The point being made here is that we must be wary of coalitions because realignment of political forces has never taken us to the Promised Land. They often begin with a big sound and fury, but end up signifying nothing but confusion, which often makes a bad case worse. Yet, nobody says we should dismiss the APC-nPDP Alliance altogether; one only went into history to remind Nigerians, and all stakeholders to view the latest power realignment with cautious optimism.

What Nigeria needs is a shift in the leadership paradigm in a way that engenders the kind of economic reforms and political actions that put the people first. Prioritizing the people over appropriation of political power is the way out of our leadership predicament. I will continue to harp on this point in 2014, because that is the way to go. That is the only way out of the emerging political gridlock which has dogged our polity since independence.
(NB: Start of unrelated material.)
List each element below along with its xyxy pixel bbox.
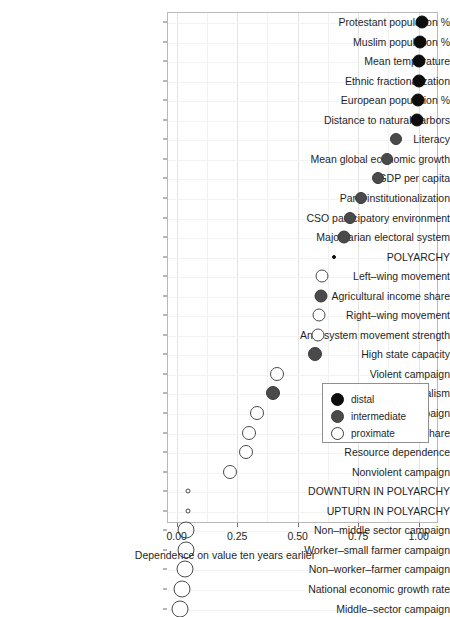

In this year of our centenary, this country deserves a clean break from the past.

As we begin our second millennium as one country united by destiny, we must shift the leadership paradigm, if nothing else, for the sake of our impoverished people who continue to watch helplessly as an uncaring governing elite scramble for power ahead of 2015. Our journey has been motion without movement. If we allow this to continue in our second centenary, the road ahead will be very rough indeed. One only prays that we do not get entangled in another chain of crises that would truncate the modest gains we have achieved after 100 years of co-existence.

• Rev. Okotie, a former Presidential candidate, wrote from Lagos.